Symphony will shut down for summer with future in doubt

Picnic with the Pops series canceled

By Jeffrey Sheban
The Columbus Dispatch

After 57 years of music making, including a triumphant concert in New York's Carnegie Hall, the Columbus Symphony says it will shut down June 1.

Out of money and having failed to reach a new labor agreement with the musicians, the orchestra's board of trustees said today that it is canceling the summer Picnic With the Pops and Popcorn Pops series and most likely its 2008-09 season, scheduled to begin in October.

Columbus would become one of the nation's largest cities without a full-time professional orchestra.

Read more about this at The Columbus Dispatch website:

   http://www.columbusdispatch.com/live/content/local_news/stories/2008/05/08/picnic.html

Riccardo Muti

Muti to be Chicago Symphony Orchestra music director

By F.N. d'Alessio (AP)
San Jose Mercury News

The Chicago Symphony Orchestra Association named maestro Riccardo Muti on Monday as the next music director of the CSO, the 10th conductor to hold the prestigious post.

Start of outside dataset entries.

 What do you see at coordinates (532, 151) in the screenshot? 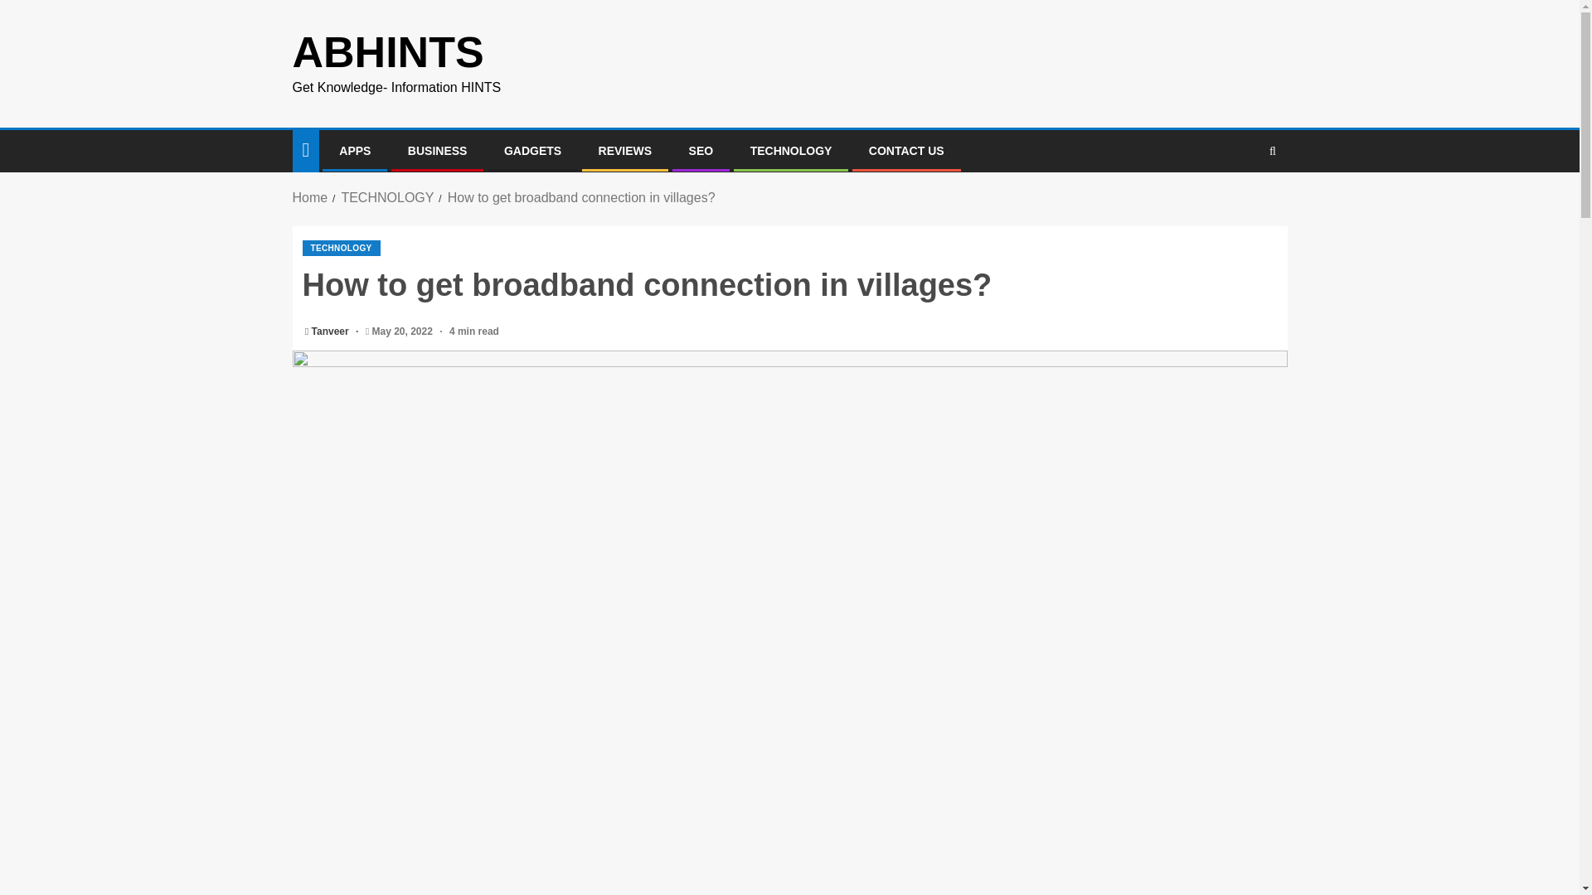
I see `GADGETS` at bounding box center [532, 151].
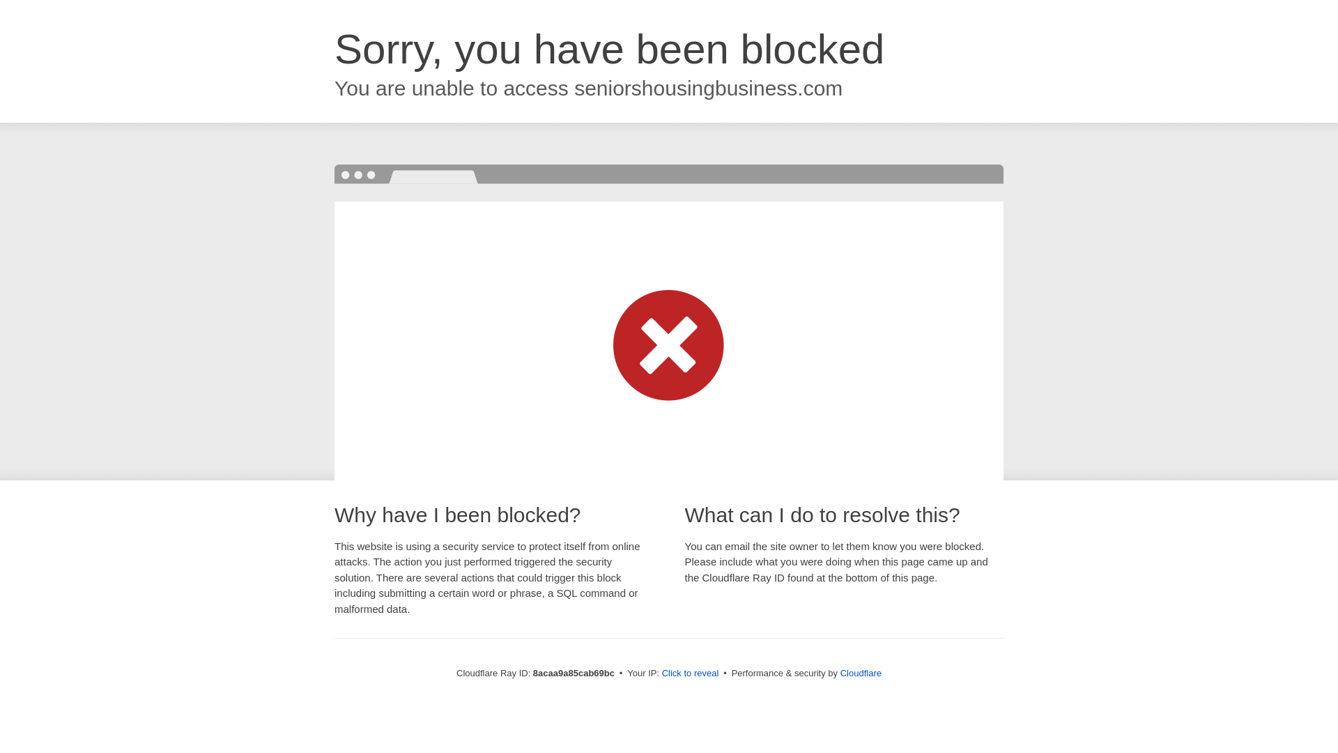 The height and width of the screenshot is (753, 1338). I want to click on Click to reveal, so click(691, 673).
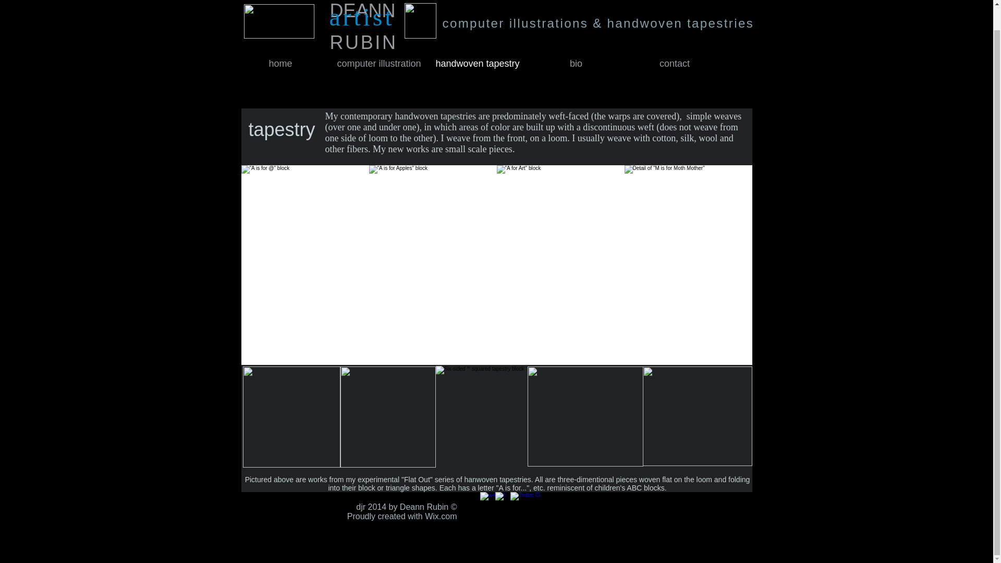 This screenshot has width=1001, height=563. I want to click on handwoven tapestry, so click(478, 64).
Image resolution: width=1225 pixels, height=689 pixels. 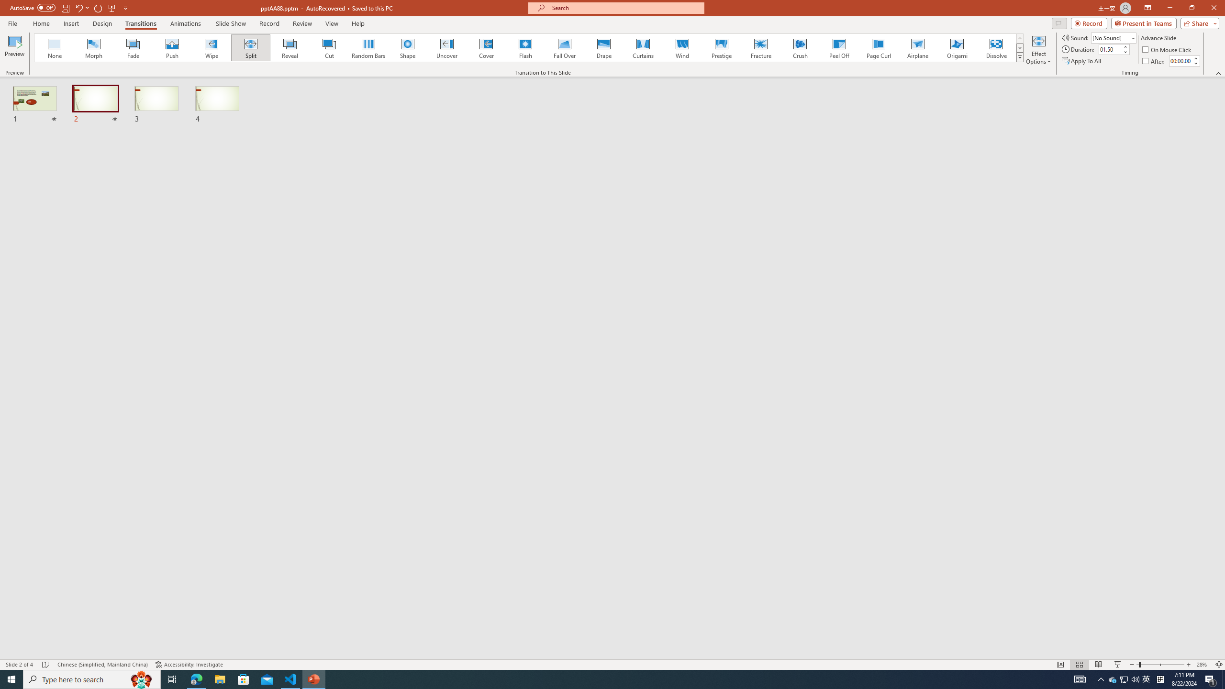 What do you see at coordinates (1020, 57) in the screenshot?
I see `Transition Effects` at bounding box center [1020, 57].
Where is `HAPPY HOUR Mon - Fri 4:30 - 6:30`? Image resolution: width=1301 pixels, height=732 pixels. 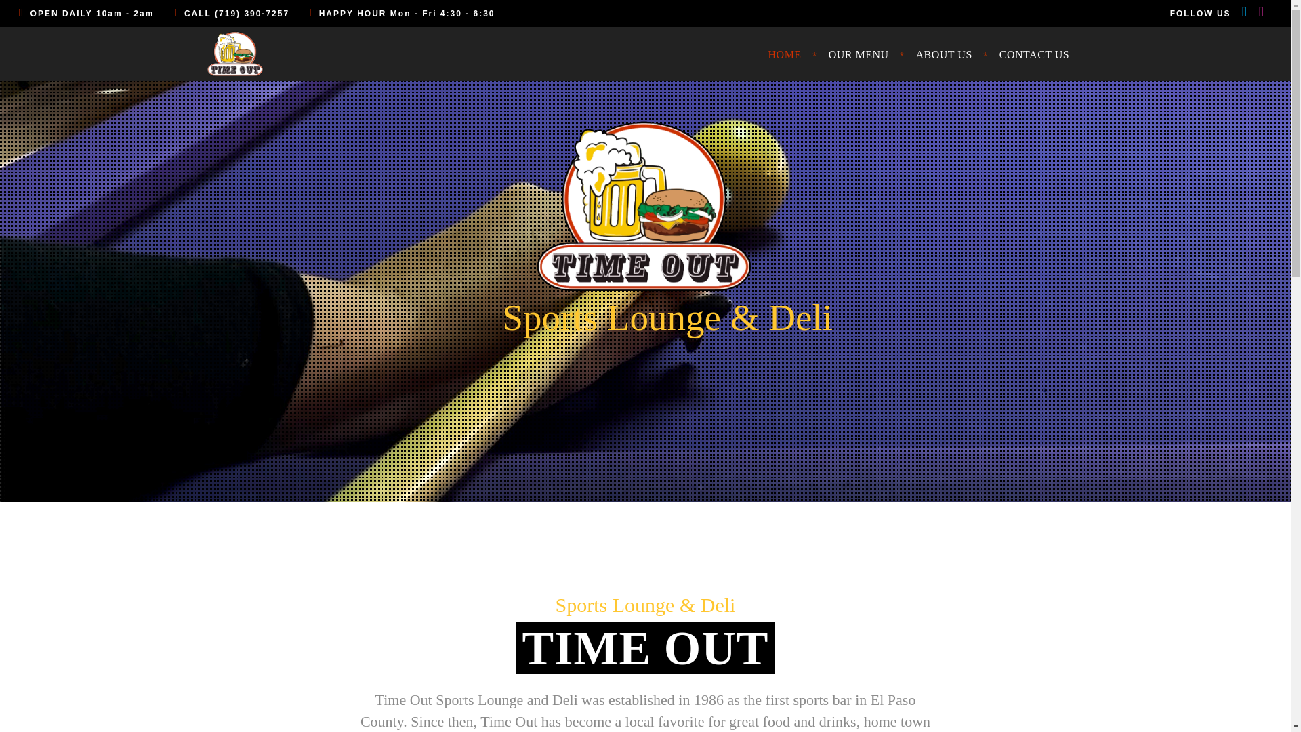
HAPPY HOUR Mon - Fri 4:30 - 6:30 is located at coordinates (401, 14).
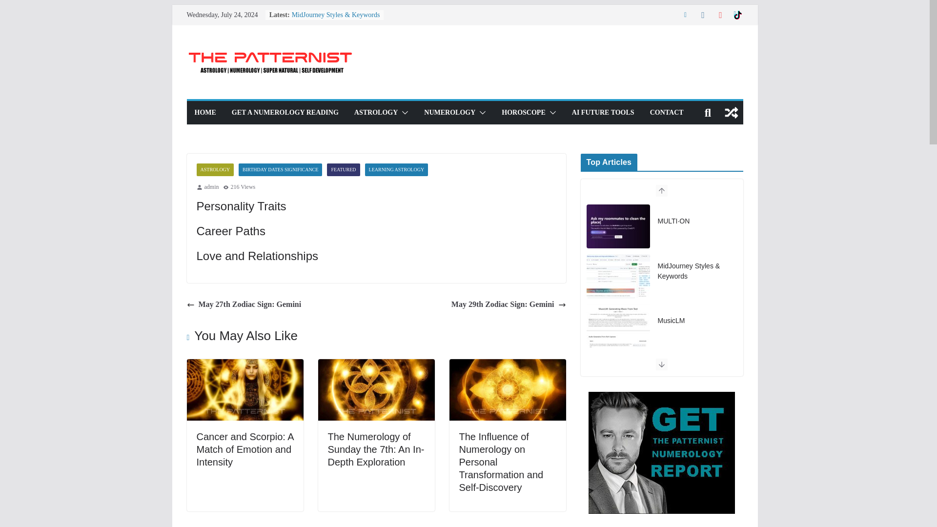 This screenshot has height=527, width=937. I want to click on GET A NUMEROLOGY READING, so click(285, 113).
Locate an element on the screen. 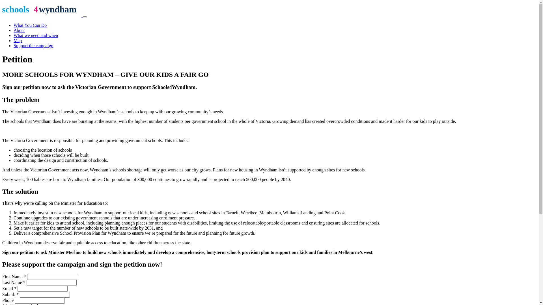  What we need and when is located at coordinates (36, 36).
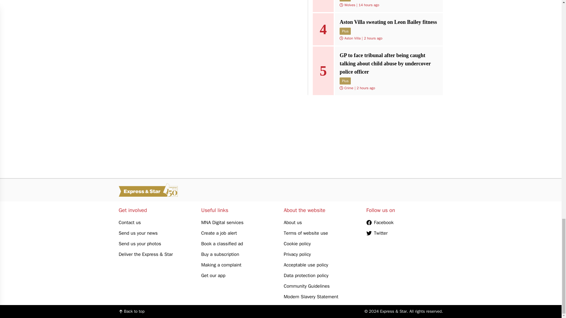 This screenshot has width=566, height=318. What do you see at coordinates (348, 88) in the screenshot?
I see `Crime` at bounding box center [348, 88].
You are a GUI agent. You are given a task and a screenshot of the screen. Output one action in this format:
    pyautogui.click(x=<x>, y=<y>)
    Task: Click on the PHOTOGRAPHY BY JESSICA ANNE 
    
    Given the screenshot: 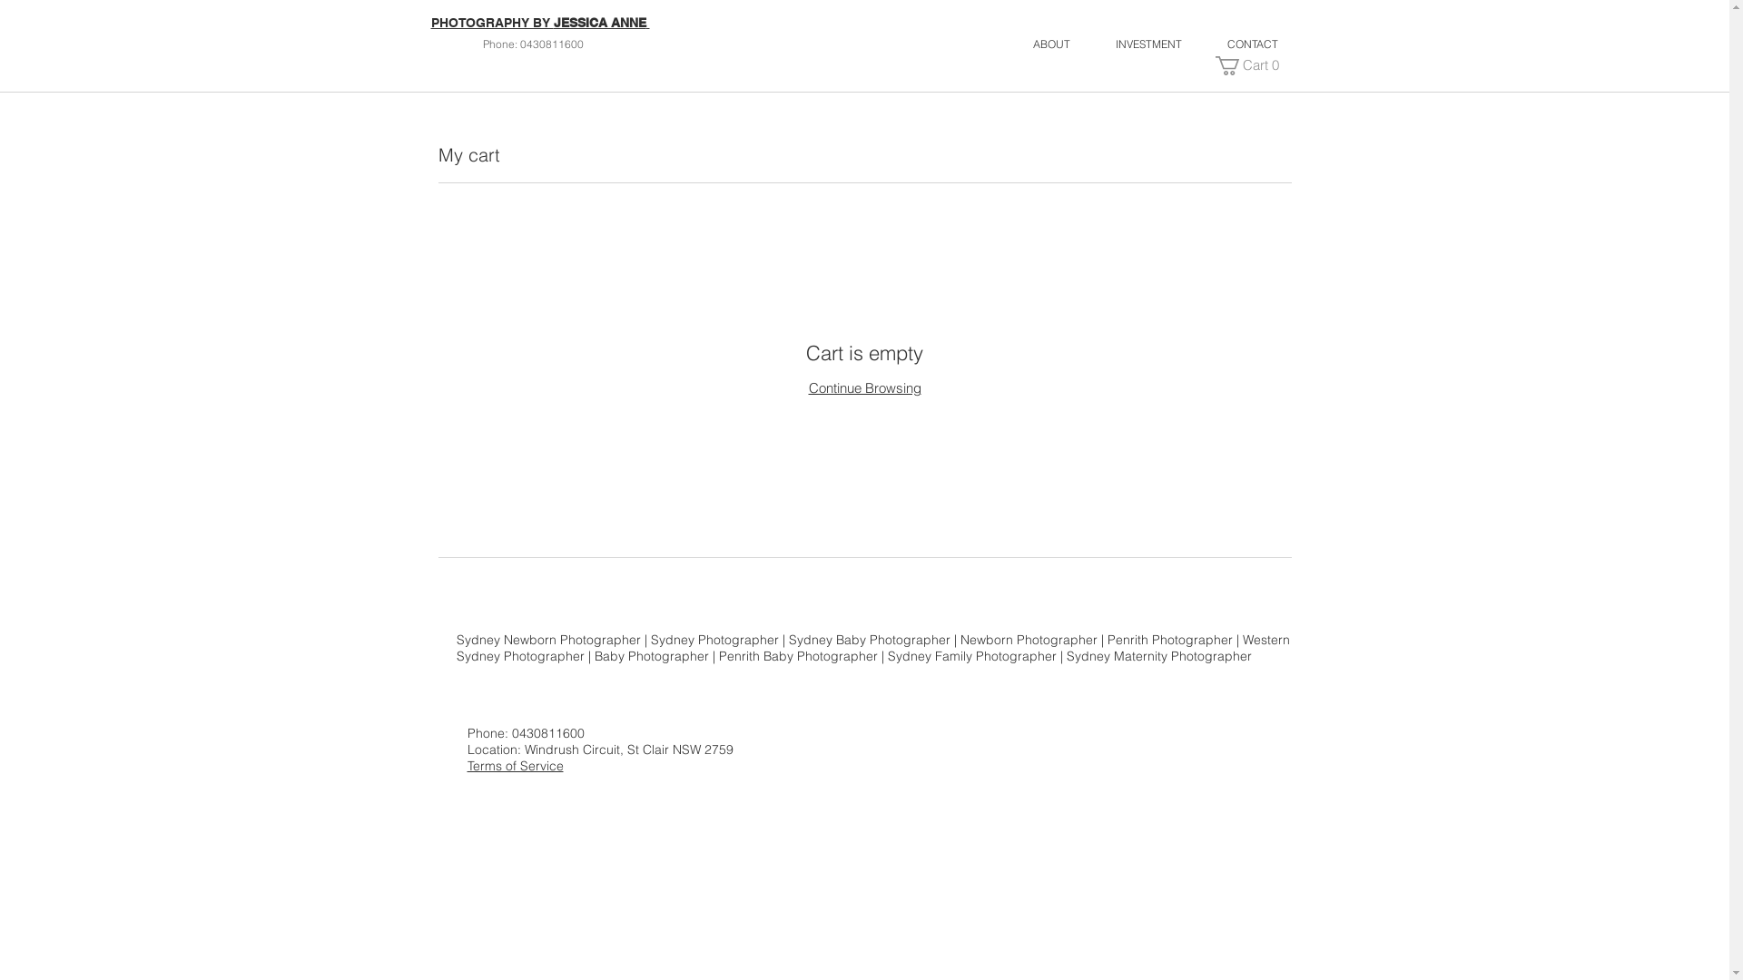 What is the action you would take?
    pyautogui.click(x=539, y=23)
    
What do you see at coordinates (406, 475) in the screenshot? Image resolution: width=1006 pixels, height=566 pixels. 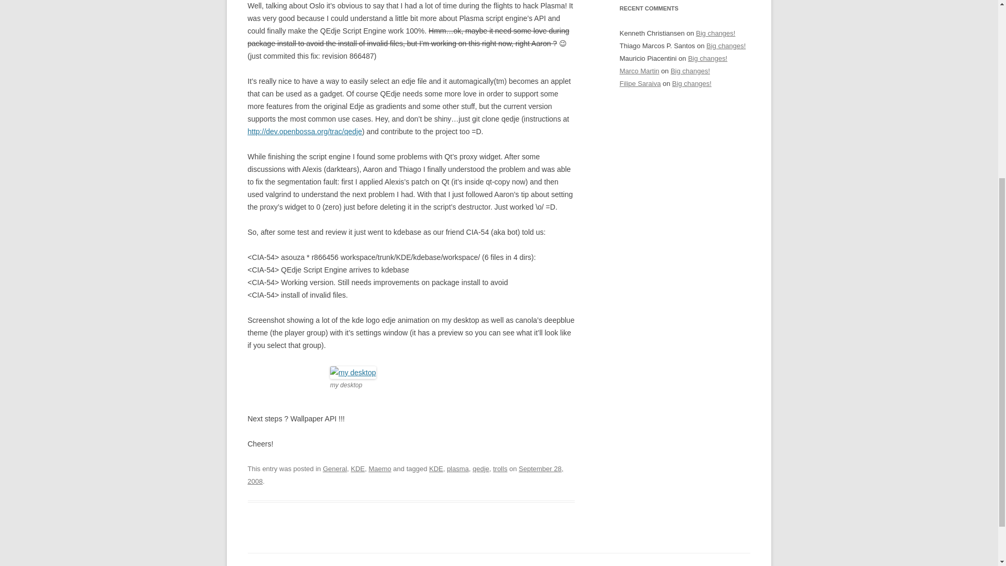 I see `September 28, 2008` at bounding box center [406, 475].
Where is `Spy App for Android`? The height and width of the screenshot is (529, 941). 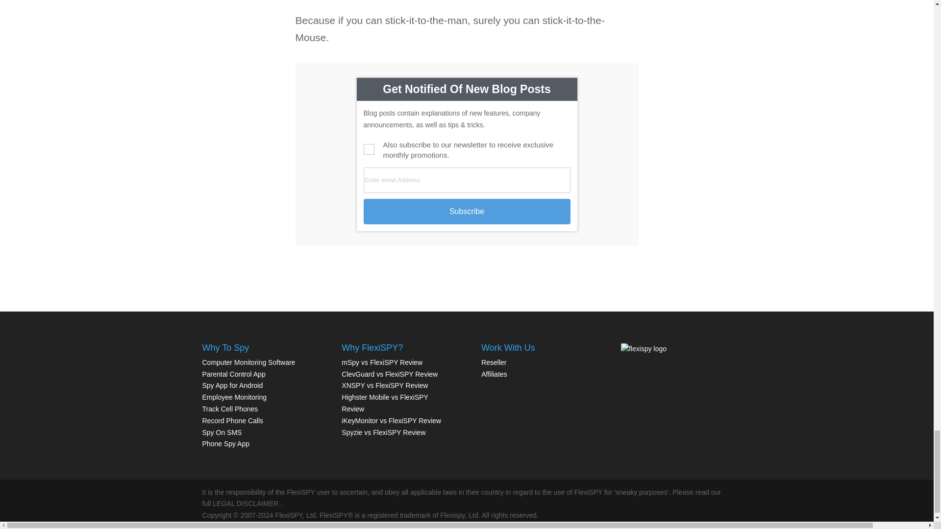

CSO Association President Deborah Card announced that Muti, 66, had signed a five-year contract to serve as music director beginning in September of the 2010-2011 season. The post has been vacant since Daniel Barenboim retired in 2006.

Under the terms of the contract, Muti will conduct a minimum of 10 weeks of CSO subscription concerts each season, plus lead the orchestra in domestic and international tours.